Incapacitants
Incapacitants Junko Kazuo Imai
Ecstatic, scalding and ludicrously heavy, nobody matches Incapacitants for live noise energy. One of the most exhilarating live acts in underground music.
Arika have been creating events since 2001. The Archive is space to share the documentation of our work, over 600 events from the past 20 years. Browse the archive by event, artists and collections, explore using theme pairs, or use the index for a comprehensive overview.
Ecstatic, scalding and ludicrously heavy, nobody matches Incapacitants for live noise energy. One of the most exhilarating live acts in underground music.
A fulcrum to the Japanese noise scene, JOJO Hiroshige has been responsible for much of the explosion of free music coming from Japan in the last 30 years.
Expansive and considered, inclusive and deeply human minimalism: Antoine Beuger, Radu Malfatti, Manfred Werder.
Solo by Jean-Philippe Gross, a French electro-acoustic improviser, working with mixing board, cheap mics, small speakers and an analog synth, built around a honed interest in feedback.
AVVA sees the internal feedback of Toshi’s no-input mixing desk is fed to Billy, and transformed into bright and variegated patters, striations and blooming colour, before being fed back to Toshi and manipulated on route to the PA.
John Butcher plays and manipulates a feeding back saxophone. Benedict Drew on electronics, broken cables and standing waves.
Dworkin asks: What would a non-expressive poetry look like? A poetry of intellect rather than emotion?
Akio Suzuki and John Butcher performing in an abandoned oil tanker on Hoy.
Usurper jamming live in a skip at the site of Bud’s Neill’s Lobey Dosser statue on Woodlands Road.
A conversation between influential figures thinking through Blackness and Indigeneity, asking: what if we took seriously the possibility that this world, as we know it, may be coming to an end? We dread the loss of this world, but have we begun to imagine the one to come?
Inhabiting a different kind of energy, Ueinzz’s open rehearsals reveal a glimpse into their ongoing daily theatrical modes of caring – multiplying the ways in which their plays are meant to be felt, rather than understood.
A performed self-cancelling discussion, with artists from the festival, invited speakers and local artists talking at once, over each other, or straining to be heard over the din.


* _WHAT TO WORK ON_: Each line of the data should be repeated precisely.

--- EXERCISE INPUTS ---

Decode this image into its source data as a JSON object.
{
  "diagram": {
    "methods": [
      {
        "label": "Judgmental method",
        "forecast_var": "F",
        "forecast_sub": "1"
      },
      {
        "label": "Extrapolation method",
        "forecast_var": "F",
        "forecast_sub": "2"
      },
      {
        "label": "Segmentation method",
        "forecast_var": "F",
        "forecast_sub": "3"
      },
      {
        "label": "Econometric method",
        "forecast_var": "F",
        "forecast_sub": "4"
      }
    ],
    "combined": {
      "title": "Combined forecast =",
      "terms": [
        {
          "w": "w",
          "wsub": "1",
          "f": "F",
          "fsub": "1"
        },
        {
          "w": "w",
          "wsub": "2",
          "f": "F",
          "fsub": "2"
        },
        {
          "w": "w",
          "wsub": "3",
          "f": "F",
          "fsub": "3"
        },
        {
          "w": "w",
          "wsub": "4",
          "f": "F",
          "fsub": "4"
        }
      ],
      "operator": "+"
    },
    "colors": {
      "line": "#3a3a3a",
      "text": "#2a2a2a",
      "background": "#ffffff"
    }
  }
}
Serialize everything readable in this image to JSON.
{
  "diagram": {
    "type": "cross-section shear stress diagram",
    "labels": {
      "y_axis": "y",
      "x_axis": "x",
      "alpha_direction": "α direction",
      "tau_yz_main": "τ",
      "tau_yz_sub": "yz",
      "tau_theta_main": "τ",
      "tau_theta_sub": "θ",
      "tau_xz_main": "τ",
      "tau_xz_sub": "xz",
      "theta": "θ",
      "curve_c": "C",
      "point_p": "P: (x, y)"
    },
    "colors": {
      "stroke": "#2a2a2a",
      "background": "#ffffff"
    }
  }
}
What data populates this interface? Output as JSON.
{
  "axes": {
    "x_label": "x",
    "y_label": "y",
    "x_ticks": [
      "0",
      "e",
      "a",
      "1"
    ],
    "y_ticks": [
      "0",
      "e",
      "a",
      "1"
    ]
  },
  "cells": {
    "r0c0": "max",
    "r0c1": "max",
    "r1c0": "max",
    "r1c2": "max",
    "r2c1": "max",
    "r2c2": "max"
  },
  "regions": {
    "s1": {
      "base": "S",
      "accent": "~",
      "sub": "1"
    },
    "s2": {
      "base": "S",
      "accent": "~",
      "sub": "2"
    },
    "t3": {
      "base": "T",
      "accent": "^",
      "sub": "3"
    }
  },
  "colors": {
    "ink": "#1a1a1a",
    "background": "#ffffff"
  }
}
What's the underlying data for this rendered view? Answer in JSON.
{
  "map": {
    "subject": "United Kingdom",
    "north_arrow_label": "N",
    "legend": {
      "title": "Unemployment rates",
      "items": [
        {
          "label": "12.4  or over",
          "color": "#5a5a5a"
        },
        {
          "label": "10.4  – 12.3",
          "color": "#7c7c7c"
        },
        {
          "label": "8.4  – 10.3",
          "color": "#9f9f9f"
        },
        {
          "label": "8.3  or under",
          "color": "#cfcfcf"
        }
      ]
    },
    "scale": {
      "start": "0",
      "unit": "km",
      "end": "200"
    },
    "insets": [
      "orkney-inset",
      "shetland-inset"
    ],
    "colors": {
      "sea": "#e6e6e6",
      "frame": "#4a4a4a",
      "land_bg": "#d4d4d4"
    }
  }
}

---

* _ANSWER BOX_:
Decode this image into its source data as a JSON object.
{
  "diagram": {
    "methods": [
      {
        "label": "Judgmental method",
        "forecast_var": "F",
        "forecast_sub": "1"
      },
      {
        "label": "Extrapolation method",
        "forecast_var": "F",
        "forecast_sub": "2"
      },
      {
        "label": "Segmentation method",
        "forecast_var": "F",
        "forecast_sub": "3"
      },
      {
        "label": "Econometric method",
        "forecast_var": "F",
        "forecast_sub": "4"
      }
    ],
    "combined": {
      "title": "Combined forecast =",
      "terms": [
        {
          "w": "w",
          "wsub": "1",
          "f": "F",
          "fsub": "1"
        },
        {
          "w": "w",
          "wsub": "2",
          "f": "F",
          "fsub": "2"
        },
        {
          "w": "w",
          "wsub": "3",
          "f": "F",
          "fsub": "3"
        },
        {
          "w": "w",
          "wsub": "4",
          "f": "F",
          "fsub": "4"
        }
      ],
      "operator": "+"
    },
    "colors": {
      "line": "#3a3a3a",
      "text": "#2a2a2a",
      "background": "#ffffff"
    }
  }
}
Serialize everything readable in this image to JSON.
{
  "diagram": {
    "type": "cross-section shear stress diagram",
    "labels": {
      "y_axis": "y",
      "x_axis": "x",
      "alpha_direction": "α direction",
      "tau_yz_main": "τ",
      "tau_yz_sub": "yz",
      "tau_theta_main": "τ",
      "tau_theta_sub": "θ",
      "tau_xz_main": "τ",
      "tau_xz_sub": "xz",
      "theta": "θ",
      "curve_c": "C",
      "point_p": "P: (x, y)"
    },
    "colors": {
      "stroke": "#2a2a2a",
      "background": "#ffffff"
    }
  }
}
What data populates this interface? Output as JSON.
{
  "axes": {
    "x_label": "x",
    "y_label": "y",
    "x_ticks": [
      "0",
      "e",
      "a",
      "1"
    ],
    "y_ticks": [
      "0",
      "e",
      "a",
      "1"
    ]
  },
  "cells": {
    "r0c0": "max",
    "r0c1": "max",
    "r1c0": "max",
    "r1c2": "max",
    "r2c1": "max",
    "r2c2": "max"
  },
  "regions": {
    "s1": {
      "base": "S",
      "accent": "~",
      "sub": "1"
    },
    "s2": {
      "base": "S",
      "accent": "~",
      "sub": "2"
    },
    "t3": {
      "base": "T",
      "accent": "^",
      "sub": "3"
    }
  },
  "colors": {
    "ink": "#1a1a1a",
    "background": "#ffffff"
  }
}
What's the underlying data for this rendered view? Answer in JSON.
{
  "map": {
    "subject": "United Kingdom",
    "north_arrow_label": "N",
    "legend": {
      "title": "Unemployment rates",
      "items": [
        {
          "label": "12.4  or over",
          "color": "#5a5a5a"
        },
        {
          "label": "10.4  – 12.3",
          "color": "#7c7c7c"
        },
        {
          "label": "8.4  – 10.3",
          "color": "#9f9f9f"
        },
        {
          "label": "8.3  or under",
          "color": "#cfcfcf"
        }
      ]
    },
    "scale": {
      "start": "0",
      "unit": "km",
      "end": "200"
    },
    "insets": [
      "orkney-inset",
      "shetland-inset"
    ],
    "colors": {
      "sea": "#e6e6e6",
      "frame": "#4a4a4a",
      "land_bg": "#d4d4d4"
    }
  }
}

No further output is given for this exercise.